Back to home page | Back to Reviews
Reviews
National Business Review, 13th December 2002
John Smythe
A JOURNEY THROUGH DANCE AND DRAMA
Meeting Karpovsky, created by Helen Moulder, Sue Rider and Sir Jon Trimmer from an idea by Helen Moulder. Directed by Sue Rider Court One, Christchurch (then Circa Studio, March 2003)
For those who have seen her contributions to Hens' Teeth revues, Meeting Karpovsky begins as vintage Helen Moulder. But it soon reveals itself as a very different and surprisingly substantial work in its own right.
Sylvia, a delightfully genteel and dotty lady of indeterminate age, given to making up dubious limericks, is quietly going mad in one room of a large rambling house where the view of the lawn in obscured by rampant wisteria.
Escaping from her real office-worker world, she spends her evenings conversing with blown-up photos of famous characters from classical ballets. The world- famous ballet dancer Alexander Karpovsky, whom she has seen perform 127 times, is featured in the four pictures we see: as the deceptive and guilt-wracked Albrecht with the now ghostly Giselle; as the magician Herr Drosselmeyer (from The Nutcracker); as the would-be controlling Widow Simone (La Fille Mal Gardee); as Petrouchka, the harlequin puppet with a human heart, unable to escape the control of his creator.
Sylvia's fantasy world is confirmed with Karpovsky (Sir Jon Trimmer, on loan from the Royal NZ Ballet) materialises. Although shocked and fearful, she does allow him to teach her, among other things, the pas de deux from Giselle.
The play uses fantasy to take us into a profoundly moving reality of great emotional depth, the Petrouchkan theme of raging against a controlling God we no longer trust is central, and overall it informs, educates, entertains and finally inspires.
In this limbo between fantasy and reality, questions of dependence and independence, sanity and insanity, and an individual's power over life and death, are thoroughly explored.
An epilogue in which Sylvia recounts how she saved her niece from drowning is uplifting in every sense, not least because it brings together all the elements in a powerful resolution.
As Sylvia, Helen Moulder extends herself in every dimension with great emotional integrity and sure performance sensibility. In challenging herself, she challenges us to share her journey and delivers the kind of rewards that only live theatre can offer.
In the silent (but for one word) role of the fictional Karpovsky, Jon Trimmer is amiable in repose, stern and dismissive when he needs to be and a delight to observe when he comes alive as a dancer.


▸ **Work to complete**
Scan the entries and tally the lines that include the string "JSON". Reply with the figure alone.
───── The input ─────
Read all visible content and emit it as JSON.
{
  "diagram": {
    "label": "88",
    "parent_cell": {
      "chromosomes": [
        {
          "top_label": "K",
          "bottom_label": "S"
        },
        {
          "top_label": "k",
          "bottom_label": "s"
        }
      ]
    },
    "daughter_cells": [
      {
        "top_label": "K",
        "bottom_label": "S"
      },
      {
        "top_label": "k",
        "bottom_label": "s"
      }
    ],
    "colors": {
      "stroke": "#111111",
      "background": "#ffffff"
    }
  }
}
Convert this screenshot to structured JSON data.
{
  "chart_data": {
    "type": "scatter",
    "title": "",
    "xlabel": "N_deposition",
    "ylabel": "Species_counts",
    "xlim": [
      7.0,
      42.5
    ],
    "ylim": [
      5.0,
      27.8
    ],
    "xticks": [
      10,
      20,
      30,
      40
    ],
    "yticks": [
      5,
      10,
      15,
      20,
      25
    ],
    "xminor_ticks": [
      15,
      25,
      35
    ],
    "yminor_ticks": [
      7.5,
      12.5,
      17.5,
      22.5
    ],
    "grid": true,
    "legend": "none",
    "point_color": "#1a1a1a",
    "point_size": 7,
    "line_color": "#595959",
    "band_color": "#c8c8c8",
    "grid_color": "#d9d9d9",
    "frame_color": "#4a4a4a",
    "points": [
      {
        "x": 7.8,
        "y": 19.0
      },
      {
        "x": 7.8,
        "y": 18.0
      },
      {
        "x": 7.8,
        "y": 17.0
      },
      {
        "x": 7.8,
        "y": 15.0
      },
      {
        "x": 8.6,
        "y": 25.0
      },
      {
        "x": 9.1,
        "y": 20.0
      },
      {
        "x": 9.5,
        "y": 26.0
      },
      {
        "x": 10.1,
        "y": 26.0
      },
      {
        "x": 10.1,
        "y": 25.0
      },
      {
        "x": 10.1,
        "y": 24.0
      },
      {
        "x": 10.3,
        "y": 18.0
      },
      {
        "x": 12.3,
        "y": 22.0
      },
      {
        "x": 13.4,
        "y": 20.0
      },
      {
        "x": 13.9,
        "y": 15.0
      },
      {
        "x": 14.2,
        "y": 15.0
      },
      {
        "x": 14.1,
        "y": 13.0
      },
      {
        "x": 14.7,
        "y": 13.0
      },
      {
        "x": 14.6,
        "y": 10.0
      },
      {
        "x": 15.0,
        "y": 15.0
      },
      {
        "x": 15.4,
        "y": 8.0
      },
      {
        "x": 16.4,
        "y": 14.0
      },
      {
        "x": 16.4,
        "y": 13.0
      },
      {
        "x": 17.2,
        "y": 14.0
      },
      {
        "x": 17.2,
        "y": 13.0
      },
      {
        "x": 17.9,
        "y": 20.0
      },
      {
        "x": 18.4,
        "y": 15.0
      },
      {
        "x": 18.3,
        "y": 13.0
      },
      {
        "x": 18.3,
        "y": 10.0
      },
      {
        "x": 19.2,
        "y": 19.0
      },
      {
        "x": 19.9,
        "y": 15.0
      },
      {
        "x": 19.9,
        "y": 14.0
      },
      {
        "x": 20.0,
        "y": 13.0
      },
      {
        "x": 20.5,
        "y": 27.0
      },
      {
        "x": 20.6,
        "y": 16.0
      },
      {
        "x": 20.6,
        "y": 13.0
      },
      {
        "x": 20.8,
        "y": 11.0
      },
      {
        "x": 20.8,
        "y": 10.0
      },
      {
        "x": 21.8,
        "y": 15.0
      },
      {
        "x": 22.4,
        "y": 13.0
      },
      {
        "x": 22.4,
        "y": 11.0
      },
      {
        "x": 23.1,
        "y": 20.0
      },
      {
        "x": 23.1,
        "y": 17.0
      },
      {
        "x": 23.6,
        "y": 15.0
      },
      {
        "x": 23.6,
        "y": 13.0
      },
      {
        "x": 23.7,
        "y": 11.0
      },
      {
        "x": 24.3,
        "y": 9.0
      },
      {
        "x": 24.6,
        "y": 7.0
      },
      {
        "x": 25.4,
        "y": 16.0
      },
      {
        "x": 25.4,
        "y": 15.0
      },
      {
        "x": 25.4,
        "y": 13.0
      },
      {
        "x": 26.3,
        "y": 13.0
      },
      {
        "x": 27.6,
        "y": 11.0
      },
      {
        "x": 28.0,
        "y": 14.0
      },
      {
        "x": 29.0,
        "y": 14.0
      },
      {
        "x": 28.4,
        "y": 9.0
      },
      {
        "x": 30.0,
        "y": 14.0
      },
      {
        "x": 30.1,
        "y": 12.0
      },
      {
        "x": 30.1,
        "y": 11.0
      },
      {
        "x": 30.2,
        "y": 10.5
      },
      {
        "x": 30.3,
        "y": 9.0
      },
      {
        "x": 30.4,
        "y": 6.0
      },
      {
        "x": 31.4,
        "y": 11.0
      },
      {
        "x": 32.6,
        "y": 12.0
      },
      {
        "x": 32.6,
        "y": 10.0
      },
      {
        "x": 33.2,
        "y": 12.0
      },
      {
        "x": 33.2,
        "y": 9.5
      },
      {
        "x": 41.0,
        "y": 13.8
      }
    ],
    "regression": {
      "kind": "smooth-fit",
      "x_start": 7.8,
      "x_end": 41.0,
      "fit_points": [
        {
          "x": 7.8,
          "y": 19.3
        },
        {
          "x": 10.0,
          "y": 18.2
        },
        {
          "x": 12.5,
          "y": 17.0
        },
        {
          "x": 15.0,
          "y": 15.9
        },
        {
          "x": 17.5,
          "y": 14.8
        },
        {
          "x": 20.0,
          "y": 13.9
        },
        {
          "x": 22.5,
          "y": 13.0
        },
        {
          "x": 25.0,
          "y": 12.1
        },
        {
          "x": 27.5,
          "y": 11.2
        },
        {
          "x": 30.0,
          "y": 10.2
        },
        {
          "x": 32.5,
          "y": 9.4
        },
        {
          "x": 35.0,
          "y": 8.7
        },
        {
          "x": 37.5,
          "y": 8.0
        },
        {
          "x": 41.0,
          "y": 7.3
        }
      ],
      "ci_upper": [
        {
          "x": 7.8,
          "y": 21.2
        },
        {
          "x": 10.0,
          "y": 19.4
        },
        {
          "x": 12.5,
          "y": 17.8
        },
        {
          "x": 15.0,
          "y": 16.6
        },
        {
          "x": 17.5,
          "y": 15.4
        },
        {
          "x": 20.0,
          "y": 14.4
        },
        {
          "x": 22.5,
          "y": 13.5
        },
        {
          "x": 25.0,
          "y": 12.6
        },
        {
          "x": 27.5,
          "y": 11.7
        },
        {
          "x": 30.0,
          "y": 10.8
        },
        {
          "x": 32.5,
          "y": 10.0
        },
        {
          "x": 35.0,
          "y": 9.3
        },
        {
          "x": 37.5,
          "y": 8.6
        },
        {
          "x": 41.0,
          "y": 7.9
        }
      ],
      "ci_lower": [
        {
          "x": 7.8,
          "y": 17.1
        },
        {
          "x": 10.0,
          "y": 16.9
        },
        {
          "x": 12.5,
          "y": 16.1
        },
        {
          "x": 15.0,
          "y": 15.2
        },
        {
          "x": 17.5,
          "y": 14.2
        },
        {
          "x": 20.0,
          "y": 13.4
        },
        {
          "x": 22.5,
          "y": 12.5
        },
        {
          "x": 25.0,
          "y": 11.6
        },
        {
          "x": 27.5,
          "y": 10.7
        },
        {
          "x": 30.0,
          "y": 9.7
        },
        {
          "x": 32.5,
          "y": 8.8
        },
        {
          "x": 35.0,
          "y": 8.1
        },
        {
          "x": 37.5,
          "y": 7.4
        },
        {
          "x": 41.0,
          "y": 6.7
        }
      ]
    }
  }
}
─────
▸ **Answer section**
2